What you get is a story.

I've just come from watching the 3rd Stieg Larsson film, "The Girl Who Kicked the Hornet's Nest". I really love this series. It's not as clean as the typical Hollywood drama, one that ends with everyone winning a clear emotional victory of some kind. The question that is on my mind is about the main Heroine. How can she move on after so much shit. Can she love again? Will she ever really trust? True, she's gained some justice and we are thrilled, but after the villains are slain and the injustices addressed, when the trials are over and she's left to herself as she is, then a new story is eminent. The story really doesn't end, it just continues on into the next moment.
I don't know one person who does not have a story to tell. In each of our lives there are several narratives that have defined how we live and how we respond as well as what our dreams and goals. Everyone has a story to tell. And I'd add to this that there are more stories than can be counted within each one of us. I'm not the only person who has wanted to tell his story, but in my case I'm not sure if I want to relive it. Sure I will admit, I'd love to have myself published, to be read and appreciated for having an experience to share with the world. There is a fantasy, and I'm not the only one who shares in it, of becoming famous for our life's drama. I wonder if I'd really feel better having achieved such a goal? I'm not sure I can truly answer that question.

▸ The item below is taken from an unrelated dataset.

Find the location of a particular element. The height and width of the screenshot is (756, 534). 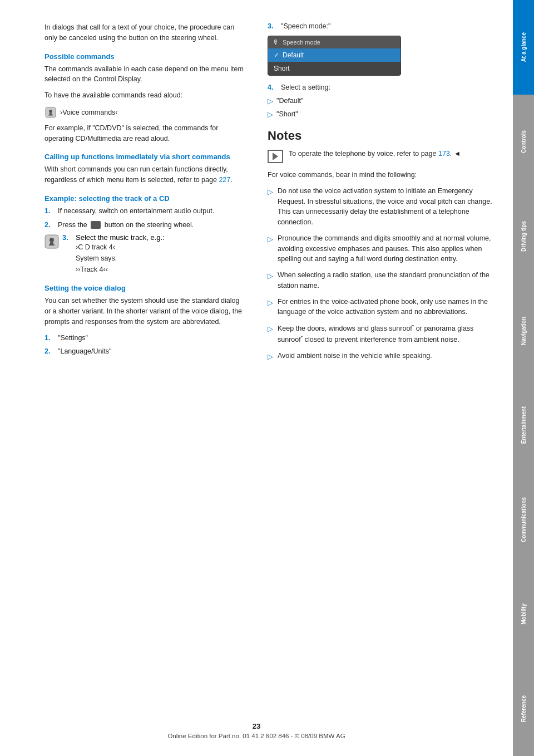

I'm thinking of all the people that I pass each day on the street; what do we really know of the ordinary man or woman? Not much considering all the taboos in our society against disclosure. What we don't wear on our sleeves ends up in the box office to be sure. The theater is an acceptable venue to tell any story. Wouldn't you agree? Its safe, we can leave, we are in the dark, we can sink into the characters, feel there emotions-love pain fear etc. We can live a sort of secondary life outside our ordinary experience. I love the movies for this reason. In fact story telling is all we do. Can you think of anything you have learned that doesn't translate into someone telling someone else a story? Education is story, politics is story, memory is story, any time we talk it's story. Think about art, does it not tell a story? The evening news, ordinary gossip, ask anyone how they are doing today and what you get is a story. Ultimately my point is a story. Your opinion is also a story. Human beings are story telling, story consuming creatures, so I ask, where do most of the stories come from in our daily lives?
TV-Movies-Newspapers-Books-Conversation-Myths-Etiquette-Law-Illness-Death.
The brain was made to automatically seek out patterns in whatever our senses identify. It's true, so story is also 'pattern'. And you'll create story in whatever you see in your world.